Book Notes: The Almanack of Naval Ravikant
A Guide to Wealth and Happiness
By Eric Jorgenson - Link to Book
When you do things for their own sake, you create your best work. Even if you’re just trying to make money, you will actually be the most successful.
Figure out what you’re good at, and start helping other people with it. Give it away. Pay it forward. Karma works because people are consistent.
Become the best at what you do. Refine what you do until this is true. Opportunity will seek you out.
No one in the world is going to beat you at being you.
My definition of wisdom is knowing the long-term consequences of your actions. Wisdom applied to external problems is judgment.
I think being successful is just about not making mistakes. It’s not about having correct judgment. It’s about avoiding incorrect judgments.
The really smart thinkers are clear thinkers. They understand the basics at a very, very fundamental level.
It’s only after you’re bored you have the great ideas. It’s never going to be when you’re stressed, or busy, running around or rushed. Make the time.
Time spent undistracted and alone, in self-examination, journaling, meditation, resolves the unresolved and takes us from mentally fat to fit.
Charisma is the ability to project confidence and love at the same time. It’s almost always possible to be honest and positive.
When you are the principal, then you are the owner—you care, and you will do a great job. When you are the agent and you are doing it on somebody else’s behalf, you can do a bad job. You just don’t care. You optimize for yourself rather than for the principal’s assets.
Simple heuristic: If you’re evenly split on a difficult decision, take the path more painful in the short term.
As you know, most of the gains in life come from suffering in the short term so you can get paid in the long term.
The classical virtues are all decision-making heuristics to make one optimize for the long term rather than for the short term.
The good news is, the moment of suffering—when you’re in pain—is a moment of truth. It is a moment where you’re forced to embrace reality the way it actually is. Then, you can make meaningful change and progress. You can only make progress when you’re starting with the truth.
Your real résumé is just a catalog of all your suffering. If I ask you to describe your real life to yourself, and you look back from your deathbed at the interesting things you’ve done, it’s all going to be around the sacrifices you made, the hard things you did.
Impatience with actions, patience with results.
the freedom I’m looking for is internal freedom. It’s “freedom from.” Freedom from reaction. Freedom from feeling angry. Freedom from being sad. Freedom from being forced to do things.
All benefits in life come from compound interest, whether in money, relationships, love, health, activities, or habits.
A calm mind, a fit body, and a house full of love. These things cannot be bought. They must be earned.
Reading science, math, and philosophy one hour per day will likely put you at the upper echelon of human success within seven years.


Task directions: Supply the number of lines in the data below that hold "labels", and let that number be the whole answer.

Input:
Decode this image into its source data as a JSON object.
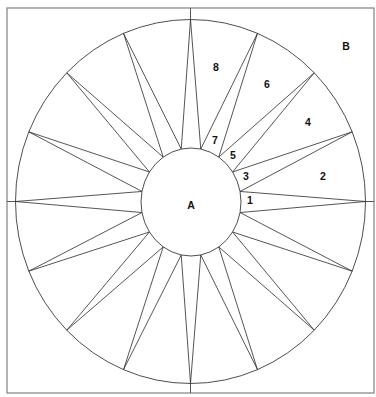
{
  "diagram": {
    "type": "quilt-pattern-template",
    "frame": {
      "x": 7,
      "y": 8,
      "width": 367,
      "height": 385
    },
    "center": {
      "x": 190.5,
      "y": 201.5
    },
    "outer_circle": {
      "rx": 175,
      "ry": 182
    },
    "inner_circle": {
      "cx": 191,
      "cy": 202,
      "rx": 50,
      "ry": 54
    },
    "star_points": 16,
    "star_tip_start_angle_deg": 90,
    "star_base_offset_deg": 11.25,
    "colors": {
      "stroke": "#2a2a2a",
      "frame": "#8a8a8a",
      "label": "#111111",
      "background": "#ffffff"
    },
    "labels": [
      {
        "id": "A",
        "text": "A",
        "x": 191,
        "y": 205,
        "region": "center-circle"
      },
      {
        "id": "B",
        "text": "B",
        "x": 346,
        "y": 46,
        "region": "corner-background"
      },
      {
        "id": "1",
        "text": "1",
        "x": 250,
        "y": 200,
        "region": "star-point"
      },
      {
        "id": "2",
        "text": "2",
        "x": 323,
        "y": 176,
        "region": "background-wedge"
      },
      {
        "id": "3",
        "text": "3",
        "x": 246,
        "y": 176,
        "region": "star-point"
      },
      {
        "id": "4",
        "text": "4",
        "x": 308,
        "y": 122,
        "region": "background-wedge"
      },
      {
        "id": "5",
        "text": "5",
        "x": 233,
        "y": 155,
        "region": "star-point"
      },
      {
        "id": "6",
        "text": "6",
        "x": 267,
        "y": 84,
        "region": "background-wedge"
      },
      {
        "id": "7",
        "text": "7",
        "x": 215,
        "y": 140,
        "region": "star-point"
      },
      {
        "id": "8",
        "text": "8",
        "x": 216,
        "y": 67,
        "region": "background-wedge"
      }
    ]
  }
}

* * *

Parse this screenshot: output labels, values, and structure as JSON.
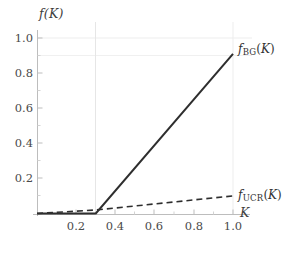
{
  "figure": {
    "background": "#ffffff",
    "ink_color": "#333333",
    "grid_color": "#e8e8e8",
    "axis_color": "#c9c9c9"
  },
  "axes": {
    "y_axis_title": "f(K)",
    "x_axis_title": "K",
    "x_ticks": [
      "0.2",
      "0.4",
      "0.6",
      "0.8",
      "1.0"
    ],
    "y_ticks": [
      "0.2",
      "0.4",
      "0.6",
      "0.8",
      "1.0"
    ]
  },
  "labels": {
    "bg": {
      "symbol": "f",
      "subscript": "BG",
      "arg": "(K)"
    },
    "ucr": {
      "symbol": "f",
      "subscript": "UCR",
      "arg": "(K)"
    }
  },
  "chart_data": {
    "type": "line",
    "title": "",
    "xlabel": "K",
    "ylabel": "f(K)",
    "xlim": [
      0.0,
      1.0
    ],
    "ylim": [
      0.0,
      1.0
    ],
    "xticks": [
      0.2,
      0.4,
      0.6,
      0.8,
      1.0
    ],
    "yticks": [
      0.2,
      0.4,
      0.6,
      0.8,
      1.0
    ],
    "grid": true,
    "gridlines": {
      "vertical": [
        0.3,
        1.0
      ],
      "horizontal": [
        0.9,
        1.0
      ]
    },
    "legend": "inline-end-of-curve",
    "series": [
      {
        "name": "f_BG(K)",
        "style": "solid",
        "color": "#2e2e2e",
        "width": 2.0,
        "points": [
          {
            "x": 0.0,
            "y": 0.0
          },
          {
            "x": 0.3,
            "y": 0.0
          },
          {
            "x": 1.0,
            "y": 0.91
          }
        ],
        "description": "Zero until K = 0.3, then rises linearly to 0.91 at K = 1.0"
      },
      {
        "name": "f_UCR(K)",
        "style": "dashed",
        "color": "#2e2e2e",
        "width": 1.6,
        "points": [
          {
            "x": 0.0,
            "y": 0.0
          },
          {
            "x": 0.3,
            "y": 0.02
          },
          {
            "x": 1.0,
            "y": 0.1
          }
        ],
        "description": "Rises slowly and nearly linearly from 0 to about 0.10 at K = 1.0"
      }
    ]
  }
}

Answer section: 3